What "Zero Errors" Really Means
The assistant emphasizes that there were "zero errors even at C=1024." This is not a trivial achievement. Running 1,024 concurrent inference requests on an 8-GPU system means managing 1,024 separate KV caches, 1,024 sets of attention computations, and 1,024 token generation loops — all competing for GPU memory, compute, and PCIe bandwidth. An OOM (out of memory) error at high concurrency is the most common failure mode, and the fact that the system handled 1,024 requests without a single failure demonstrates that the memory budgeting and batching logic in vLLM is working correctly.
This is particularly noteworthy given the earlier OOM failure at TP=2+EP ([msg 2311]), where the system ran out of memory because 230GB of model weights split across only 2 GPUs left insufficient room for KV cache. The TP=8+EP configuration distributes the weights across 8 GPUs (approximately 28.75GB per GPU), leaving roughly 68GB per GPU for KV cache — enough to handle very large batch sizes.
The Thinking Behind the Analysis
The assistant's reasoning in this message reveals a sophisticated understanding of system behavior under load. The key insight is that throughput flatness combined with linear latency growth is the expected signature of a saturated system. The assistant correctly identifies the bottleneck as memory bandwidth — the rate at which GPU memory can feed weights and KV cache data to the compute units.
This diagnosis is consistent with the earlier analysis of the NVFP4 Kimi-K2.5, where PCIe allreduce was identified as the bottleneck for MLA models. The MiniMax-M2.5 uses GQA, which requires much less allreduce communication, so the bottleneck shifts from PCIe bandwidth to GPU memory bandwidth — a more fundamental and less solvable constraint.

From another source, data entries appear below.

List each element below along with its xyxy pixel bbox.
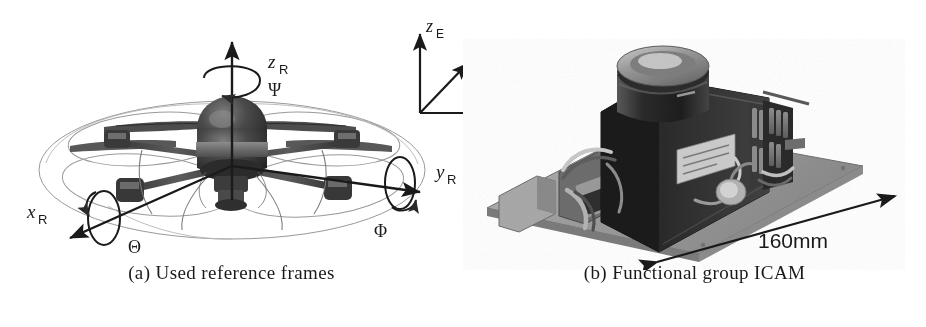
dimension-label-160mm: 160mm [758, 229, 828, 252]
subfigure-a: z R y R x R Ψ Φ Θ z [0, 0, 463, 327]
label-y-r-sub: R [447, 172, 456, 187]
caption-subfigure-a: (a) Used reference frames [0, 262, 463, 284]
earth-frame-labels: z E y E x E [425, 16, 463, 115]
rotation-phi-arc [385, 157, 416, 211]
label-z-e-sub: E [436, 27, 444, 41]
figure-container: z R y R x R Ψ Φ Θ z [0, 0, 926, 327]
label-phi: Φ [374, 221, 387, 241]
label-x-r-sub: R [38, 212, 47, 227]
axis-x-r [70, 166, 232, 238]
label-z-r-sub: R [279, 62, 288, 77]
label-x-r: x [26, 201, 36, 222]
label-theta: Θ [128, 237, 141, 257]
reference-frames-diagram: z R y R x R Ψ Φ Θ z [0, 0, 463, 270]
label-psi: Ψ [268, 80, 282, 100]
label-z-r: z [267, 51, 276, 72]
icam-hardware-photo: 160mm [463, 0, 926, 270]
caption-subfigure-b: (b) Functional group ICAM [463, 262, 926, 284]
subfigure-b: 160mm (b) Functional group ICAM [463, 0, 926, 327]
label-z-e: z [425, 16, 433, 36]
earth-frame-triad [420, 34, 463, 113]
label-y-r: y [434, 161, 445, 182]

The assistant's language is measured but carries a note of satisfaction: "perfectly flat scaling with zero errors even at C=1024" and "The system handles 1024 concurrent requests cleanly." After hours of debugging OOM errors, FP8 alignment crashes, and incoherent model output, seeing the system run flawlessly at its hardware limit is a significant achievement.
Practical Implications
What does 4,000 tok/s mean in practice? For a coding agent or chatbot, this translates to the ability to serve hundreds of simultaneous users with sub-minute response times. At C=256, each request completes in about 33 seconds — acceptable for many interactive use cases. At C=1,024, the 82-second average latency is more suited to batch processing or applications where latency is less critical than throughput.

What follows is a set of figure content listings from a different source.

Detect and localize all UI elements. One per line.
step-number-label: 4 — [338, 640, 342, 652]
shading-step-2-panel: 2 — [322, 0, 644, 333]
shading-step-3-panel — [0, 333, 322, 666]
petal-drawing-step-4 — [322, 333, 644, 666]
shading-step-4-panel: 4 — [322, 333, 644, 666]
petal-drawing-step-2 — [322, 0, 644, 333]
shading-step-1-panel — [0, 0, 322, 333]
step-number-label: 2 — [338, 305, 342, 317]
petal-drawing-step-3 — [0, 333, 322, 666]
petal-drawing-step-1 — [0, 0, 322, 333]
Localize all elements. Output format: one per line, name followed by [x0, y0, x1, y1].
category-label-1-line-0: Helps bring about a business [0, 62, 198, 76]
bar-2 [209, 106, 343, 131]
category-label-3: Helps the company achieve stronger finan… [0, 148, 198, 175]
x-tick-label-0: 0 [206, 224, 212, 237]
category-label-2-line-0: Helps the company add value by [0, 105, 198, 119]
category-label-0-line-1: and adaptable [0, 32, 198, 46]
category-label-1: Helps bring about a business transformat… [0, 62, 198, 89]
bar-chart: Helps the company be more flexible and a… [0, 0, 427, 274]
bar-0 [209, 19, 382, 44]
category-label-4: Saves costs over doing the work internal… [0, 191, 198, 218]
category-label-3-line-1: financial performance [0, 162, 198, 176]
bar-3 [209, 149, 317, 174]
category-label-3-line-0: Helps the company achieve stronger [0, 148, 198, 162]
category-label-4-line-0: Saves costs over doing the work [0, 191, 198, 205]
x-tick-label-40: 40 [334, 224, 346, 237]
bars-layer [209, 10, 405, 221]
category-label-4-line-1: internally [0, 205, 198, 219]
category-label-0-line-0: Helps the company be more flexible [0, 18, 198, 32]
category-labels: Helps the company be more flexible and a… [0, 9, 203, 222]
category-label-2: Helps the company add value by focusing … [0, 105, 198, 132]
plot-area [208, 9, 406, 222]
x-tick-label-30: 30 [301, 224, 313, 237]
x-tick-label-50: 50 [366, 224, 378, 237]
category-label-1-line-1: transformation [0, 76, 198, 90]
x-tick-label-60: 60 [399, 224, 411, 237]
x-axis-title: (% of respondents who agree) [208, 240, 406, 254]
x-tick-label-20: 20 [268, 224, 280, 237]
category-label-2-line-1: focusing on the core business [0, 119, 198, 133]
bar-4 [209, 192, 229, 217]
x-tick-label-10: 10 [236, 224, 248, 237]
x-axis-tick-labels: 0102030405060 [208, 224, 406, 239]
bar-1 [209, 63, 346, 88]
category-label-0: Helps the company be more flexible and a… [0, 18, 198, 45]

The flat throughput scaling also means that capacity planning is straightforward: the system delivers approximately 4,000 tok/s regardless of concurrency (above C=256). Adding more concurrent requests increases latency linearly but does not increase throughput. This is a classic "system at capacity" signal.
Conclusion
Message [msg 2336] is a masterclass in concise, data-driven system analysis. In just a few lines, the assistant communicates the results of a complex benchmark, identifies the fundamental hardware bottleneck, and validates the system's robustness under extreme load. The message stands as the culmination of a long optimization journey — from GLM-5 to Kimi-K2.5 to MiniMax-M2.5, from TP=4 to TP=8+EP, from OOM errors to clean saturation at 4,000 tok/s.

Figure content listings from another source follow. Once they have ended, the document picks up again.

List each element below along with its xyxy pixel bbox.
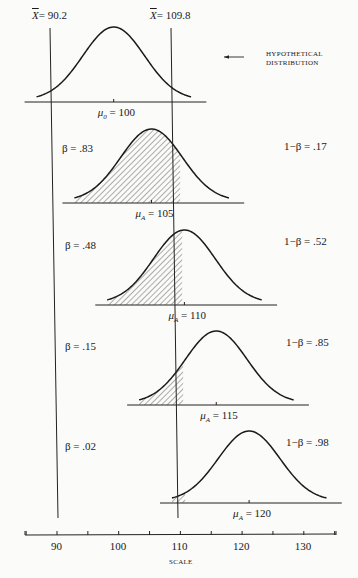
beta-label: β = .02 (65, 440, 96, 452)
power-label: 1−β = .52 (284, 235, 327, 247)
beta-label: β = .48 (65, 239, 96, 251)
power-diagram (0, 0, 358, 578)
power-label: 1−β = .17 (284, 140, 327, 152)
scale-label: SCALE (169, 558, 193, 567)
arrow-head-icon (224, 55, 229, 59)
beta-shaded-region (107, 230, 182, 305)
normal-curve (37, 27, 192, 97)
power-label: 1−β = .98 (286, 436, 329, 448)
beta-shaded-region (74, 129, 180, 203)
mean-label: μA = 120 (233, 507, 271, 524)
scale-tick-label: 130 (295, 540, 312, 552)
mean-label: μA = 105 (136, 207, 174, 224)
mean-label: μA = 110 (168, 309, 206, 326)
mean-label: μA = 115 (200, 409, 238, 426)
critical-value-upper-label: X= 109.8 (150, 9, 190, 21)
beta-label: β = .83 (62, 142, 93, 154)
critical-value-lower-label: X= 90.2 (32, 9, 67, 21)
distribution-curves (25, 27, 342, 503)
scale-tick-label: 120 (233, 540, 250, 552)
scale-axis (25, 531, 336, 535)
scale-tick-label: 90 (51, 540, 62, 552)
hypothetical-distribution-label: HYPOTHETICAL DISTRIBUTION (266, 50, 323, 68)
beta-label: β = .15 (65, 340, 96, 352)
power-label: 1−β = .85 (286, 336, 329, 348)
mean-label: μ0 = 100 (98, 106, 135, 123)
scale-tick-label: 110 (171, 540, 187, 552)
scale-tick-label: 100 (110, 540, 127, 552)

The most important lesson embedded in this message is about hardware-aware model selection. The pivot from MLA-based Kimi-K2.5 (which hit the PCIe allreduce wall at ~60 tok/s) to GQA-based MiniMax-M2.5 (which pushes through to 4,000 tok/s) was the single most impactful decision in the entire session. It demonstrates that for PCIe-bound multi-GPU deployments, attention architecture choice matters as much as — if not more than — raw model quality. The right model on the right hardware configuration can deliver orders of magnitude better throughput, and this message captures the moment that truth became visible in the benchmark data.